Inhuman Grand-Guignol Theatre
Taku Unami
Inspired by the supernatural horror of H. P. Lovecraft, black metal and a sense of worry as to what constitutes an object, or a world.
Arika have been creating events since 2001. The Archive is space to share the documentation of our work, over 600 events from the past 20 years. Browse the archive by event, artists and collections, explore using theme pairs, or use the index for a comprehensive overview.
Inspired by the supernatural horror of H. P. Lovecraft, black metal and a sense of worry as to what constitutes an object, or a world.
Juliana’s performances chart the dissonant space and discrepancy between the presumed fixed norms of social life and the fluid lived experience those norms don’t allow for.
Sci-fi.

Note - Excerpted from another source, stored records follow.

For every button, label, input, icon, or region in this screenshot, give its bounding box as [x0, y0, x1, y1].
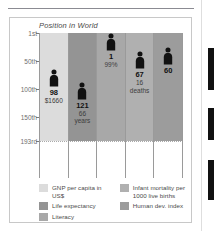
y-axis-tick-label: 193rd: [20, 138, 37, 145]
y-axis-tick-label: 1st: [28, 30, 37, 37]
legend-label: Human dev. index: [133, 202, 183, 210]
horizontal-rule: [8, 8, 194, 9]
chart-legend: GNP per capita in US$Life expectancyLite…: [39, 184, 187, 221]
chart-title: Position in World: [39, 21, 98, 30]
person-pictogram-icon: [134, 51, 146, 69]
legend-swatch: [120, 184, 129, 192]
legend-swatch: [39, 202, 48, 210]
plot-wrapper: 1st50th100th150th193rd 98$166012166years…: [39, 33, 183, 178]
legend-item[interactable]: Human dev. index: [120, 202, 187, 210]
legend-label: Infant mortality per1000 live births: [133, 184, 185, 199]
person-pictogram-icon: [105, 33, 117, 51]
y-axis-tick-label: 50th: [24, 57, 37, 64]
legend-item[interactable]: Literacy: [39, 213, 114, 221]
legend-swatch: [120, 202, 129, 210]
chart-column[interactable]: 60: [154, 33, 183, 178]
person-pictogram-icon: [76, 82, 88, 100]
person-pictogram-icon: [48, 69, 60, 87]
legend-label: Life expectancy: [52, 202, 96, 210]
legend-item[interactable]: GNP per capita in US$: [39, 184, 114, 199]
y-axis-tick-label: 150th: [21, 113, 37, 120]
legend-label: GNP per capita in US$: [52, 184, 114, 199]
person-pictogram-icon: [162, 47, 174, 65]
legend-item[interactable]: Infant mortality per1000 live births: [120, 184, 187, 199]
plot-area: 98$166012166years199%6716deaths60: [39, 33, 183, 178]
legend-column-left: GNP per capita in US$Life expectancyLite…: [39, 184, 114, 221]
legend-item[interactable]: Life expectancy: [39, 202, 114, 210]
clipped-header-text: • • •••••• •••••: [10, 0, 47, 2]
data-point-rank-label: 60: [148, 66, 188, 75]
legend-column-right: Infant mortality per1000 live birthsHuma…: [120, 184, 187, 221]
chart-figure: Position in World 1st50th100th150th193rd…: [9, 17, 192, 223]
vertical-scrollbar[interactable]: [201, 0, 215, 231]
legend-swatch: [39, 184, 48, 192]
scrollbar-thumb-segment[interactable]: [208, 48, 214, 90]
legend-label: Literacy: [52, 213, 74, 221]
scrollbar-thumb-segment[interactable]: [208, 160, 214, 200]
scrollbar-thumb-segment[interactable]: [208, 108, 214, 140]
legend-swatch: [39, 213, 48, 221]
data-point-marker[interactable]: 60: [148, 47, 188, 75]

After the club. Underground. Counter-narrative. Narrated movement. Cultural resistance. Wu Tsang and boychild’s collaborative performance series, will continue its evolution at Episode 9 with the addition of TOTAL FREEDOM.
Discussion with David Keenan: an author, critic and musician based in Glasgow, Scotland. He is best known for the reviews and features he has contributed to The Wire.
In Ramayya’s visionary poetry, the body assumes as many forms as love produces states: attraction and repulsion, excitement and exhaustion, selfishness and the dissolution of self.
How do we make the connections between the mutual aid practices of our daily lives and anti-capitalist efforts to dismantle wider systems of exploitation?
Four intimate 45 minute sessions, readings of your political questions – using Tarot, Palmistry, Reiki, Astrology, and Philosophy, and the invented methods of Fake and Political Therapy.
Free Jazz group comprising Matt Lavelle, Matt Heyner (TEST, No-Neck Blues Band) and Ryan Sawyer (Tall Firs).
A changing pool of people (40 or so at a time – artists, audiences, etc) talk for 90 minutes in a simultaneous series of open-ended round-table discussions, structured like speed dating, and mixed live as both a concert and for radio broadcast.
Moor Mother is a musician, Philadelphian housing activist and black quantum futurist.
What to do about a telethon other than fuck it up? Poet, tarotist, artist, and librarian Cyrée Jarelle Johnson returns to IWBWYE to read the 1980s and ’90s for what those decades were: practice for now.
An contradictory guitarist, he’s equally at home in slow, halting acoustic improvisation or piercing minimal examinations of electric guitar.